Any college student familiar with Alexis de Tocqueville knows his warning against the tyranny of the majority in democracies. But are Tocqueville’s insights on this matter still relevant?  There are at least two reasons to think that they are.

1. Human Nature Doesn’t Change

First, Tocqueville argued that the rule of majorities can be just as dangerous to liberty as the rule of one man for the simple reason that man does not become benevolent simply by being joined together with others. Anyone suspicious of the power of a king ought likewise to be suspicious of the power of a majority.
Some may be tempted to think that Tocqueville went overboard in his discussion of the dangers of majority tyranny. This is a position particularly attractive to those who think that there can never be danger in having more democracy. Others side with Tocqueville, who was as determined to oppose tyranny in monarchies as he was to ensure liberty in democracies:

If you accept that one man vested with omnipotence can abuse it against his adversaries, why not accept the same thing for a majority? Have men changed in character by being united? Have they become more patient before obstacles by becoming stronger? As for me, I cannot believe it; and I shall never grant to several the power of doing everything that I refuse to a single one of those like me.[1]”]
Anyone who would defend liberty must have the courage to support checks and limitations not only on the power of executives and courts but also on the power of majorities.

2. The Power the Majority Exercises Over Thought Hasn’t Changed

The foregoing point notwithstanding, Tocqueville argued that the majority’s greatest power lay not in the halls of the legislature but in the chamber of the mind. There, Tocqueville argued, the opinion of the democratic majorities on matters of truth and morality often come to rest without examination. In my view, Tocqueville’s argument on this matter remains relevant for our own time.
The following statement regarding the tyranny of the majority is one of the most famous quotes from Tocqueville’s entire book: “I do not know any country where, in general, less independence of mind and genuine freedom of discussion reign than in America.”[2] To understand this quote, one must first understand why there existed in America what Tocqueville called “the moral empire of the majority.”[3]
Above all else, Tocqueville was a sociologist, and he attributes to social structure the emergence of the moral empire of the majority. We can fairly summarize Tocqueville’s complex and lengthy reasoning on this point by saying that democratic society tends to make people rely first on their own reason and second on the reason of the democratic multitude that is so much like oneself.
Kant famously argued in his essay “What is Enlightenment?” that enlightened people have the courage to rely first on their own reason and do not trust in the reason of another.[4] Tocqueville would say that this is good as far as it goes, but can only go so far, because everyone from farmers to philosophers must rely on some intellectual authority for much of what they believe.
Paradoxically, when a whole society protects freedom of speech, thought, and judgment, people tend to believe that truth is “found on the side of the greatest number.” Tocqueville’s reasoning on this point is worth citing at some length:

Not only is common opinion the sole guide that remains for individual reason among democratic peoples; but it has an infinitely greater power among these peoples than among any other. In times of equality because of their similarity, men have no faith in one another, but this same similarity gives them an almost unlimited trust in the judgment of the public, for it does not seem plausible to them that when all have the same enlightenment, truth is not found on the side of the greatest number.… In the United States, the majority takes charge of furnishing individuals with a host of ready-made opinions, and it thus relieves them of the obligation to form their own. There are a great number of theories on matters of philosophy, morality, or politics that everyone thus adopts without examination, on the faith of the public.[5]”]
Unfortunately, 21st-century America seems not to be immune from the tendency of majorities to impose their views on others. Undoubtedly, the United States’ size and diversity means that our nation “is partitioned among several great irreconcilable interests” such that “the privilege of the majority is often unrecognized.”[6] Yet, social phenomena ranging from safe spaces to the use of public opinion polls in the place of argument in news reportage suggest that advocates of a free society must remain vigilant against the pressure to conform to the moral empire of the majority still today.
Moreover, this vigilance may require courage, for the cost of independent thought may be great. As Tocqueville writes “The master no longer says to [an individual]: You shall think as I do or you shall die; he says: You are free not to think as I do, your life, your goods, everything remains to you; but from this day on, you are a stranger among us.”[7]
References:
1. Ibid., 240 [I.2.7]. 2. Ibid., 244 [I.2.7]. 3. Ibid., 236-237 [I.2.7]. 4. Immanuel Kant, “What is Enlightenment,” in The Portable Enlightenment Reader, edited by Isaac Kramnick (London: Penguin Classics, 1995), 1. 5. Tocqueville, Democracy in America, 409 [II.1.2]. To understand Tocqueville’s teaching on the tyranny of the majority completely, one must consult not only the portions from Volume I on that topic but also Volume II, Part 1, which is titled “Influence of Democracy on Intellectual Movement in the United States,” and from which this extended block quote is taken. 6. Ibid., 237 [I.2.7]. 7. Ibid.,244 [I.2.7].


Task brief - In the listing that follows, print every line exactly and leave the images out.

The records Start Marker

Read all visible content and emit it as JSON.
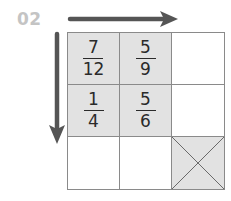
{
  "problem": {
    "number": "02"
  },
  "arrows": {
    "horizontal": {
      "direction": "right",
      "color": "#555555"
    },
    "vertical": {
      "direction": "down",
      "color": "#555555"
    }
  },
  "grid": {
    "rows": 3,
    "cols": 3,
    "cells": [
      [
        {
          "numerator": "7",
          "denominator": "12",
          "shaded": true
        },
        {
          "numerator": "5",
          "denominator": "9",
          "shaded": true
        },
        {
          "numerator": "",
          "denominator": "",
          "shaded": false
        }
      ],
      [
        {
          "numerator": "1",
          "denominator": "4",
          "shaded": true
        },
        {
          "numerator": "5",
          "denominator": "6",
          "shaded": true
        },
        {
          "numerator": "",
          "denominator": "",
          "shaded": false
        }
      ],
      [
        {
          "numerator": "",
          "denominator": "",
          "shaded": false
        },
        {
          "numerator": "",
          "denominator": "",
          "shaded": false
        },
        {
          "numerator": "",
          "denominator": "",
          "shaded": true,
          "crossed": true
        }
      ]
    ]
  },
  "colors": {
    "shade": "#e2e2e2",
    "grid_line": "#8a8a8a",
    "label": "#c4c4c4",
    "text": "#2a2a2a"
  }
}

The records End Marker

Answer to this exercise -
Read all visible content and emit it as JSON.
{
  "problem": {
    "number": "02"
  },
  "arrows": {
    "horizontal": {
      "direction": "right",
      "color": "#555555"
    },
    "vertical": {
      "direction": "down",
      "color": "#555555"
    }
  },
  "grid": {
    "rows": 3,
    "cols": 3,
    "cells": [
      [
        {
          "numerator": "7",
          "denominator": "12",
          "shaded": true
        },
        {
          "numerator": "5",
          "denominator": "9",
          "shaded": true
        },
        {
          "numerator": "",
          "denominator": "",
          "shaded": false
        }
      ],
      [
        {
          "numerator": "1",
          "denominator": "4",
          "shaded": true
        },
        {
          "numerator": "5",
          "denominator": "6",
          "shaded": true
        },
        {
          "numerator": "",
          "denominator": "",
          "shaded": false
        }
      ],
      [
        {
          "numerator": "",
          "denominator": "",
          "shaded": false
        },
        {
          "numerator": "",
          "denominator": "",
          "shaded": false
        },
        {
          "numerator": "",
          "denominator": "",
          "shaded": true,
          "crossed": true
        }
      ]
    ]
  },
  "colors": {
    "shade": "#e2e2e2",
    "grid_line": "#8a8a8a",
    "label": "#c4c4c4",
    "text": "#2a2a2a"
  }
}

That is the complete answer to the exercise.